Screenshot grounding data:
========

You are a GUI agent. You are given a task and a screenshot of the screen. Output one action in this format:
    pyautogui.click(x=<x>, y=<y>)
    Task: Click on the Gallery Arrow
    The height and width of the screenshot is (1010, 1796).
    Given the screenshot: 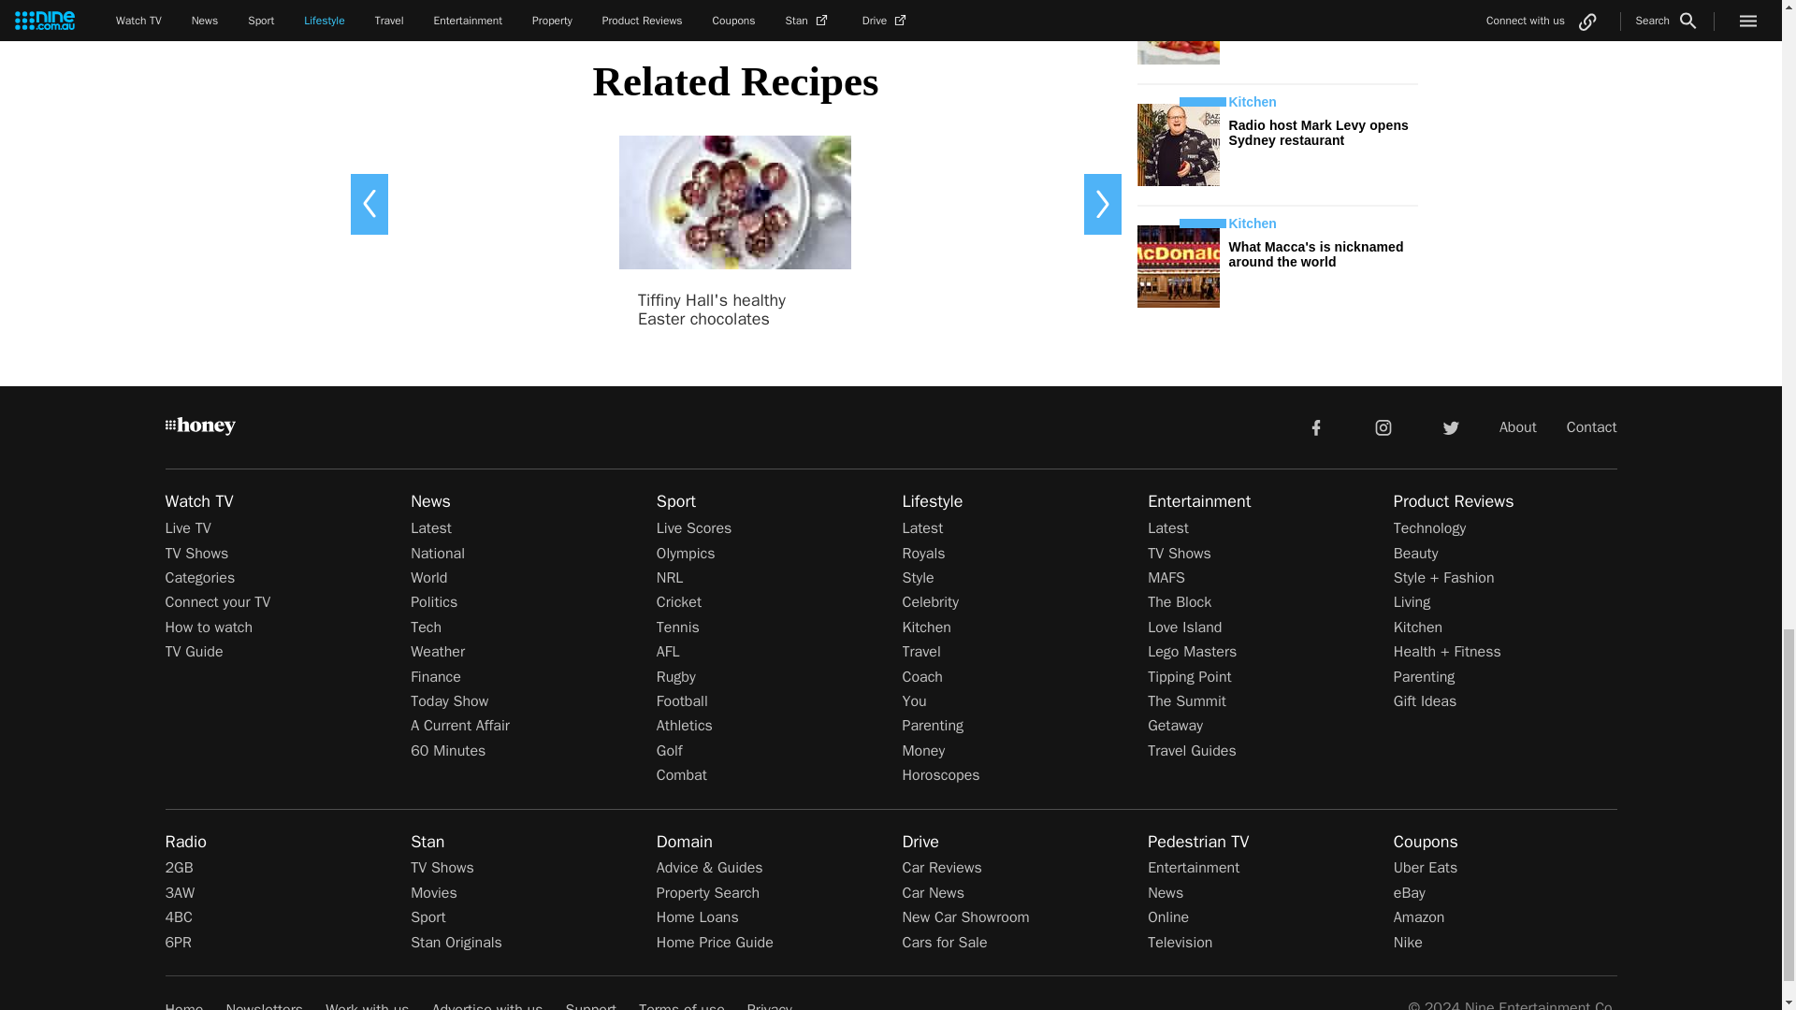 What is the action you would take?
    pyautogui.click(x=368, y=204)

========

(TASK PROMPT): Up to and including the line with "The height and", restate the records above word for word from the very first line.

(OUTPUT):
You are a GUI agent. You are given a task and a screenshot of the screen. Output one action in this format:
    pyautogui.click(x=<x>, y=<y>)
    Task: Click on the Gallery Arrow
    The height and width of the screenshot is (1010, 1796).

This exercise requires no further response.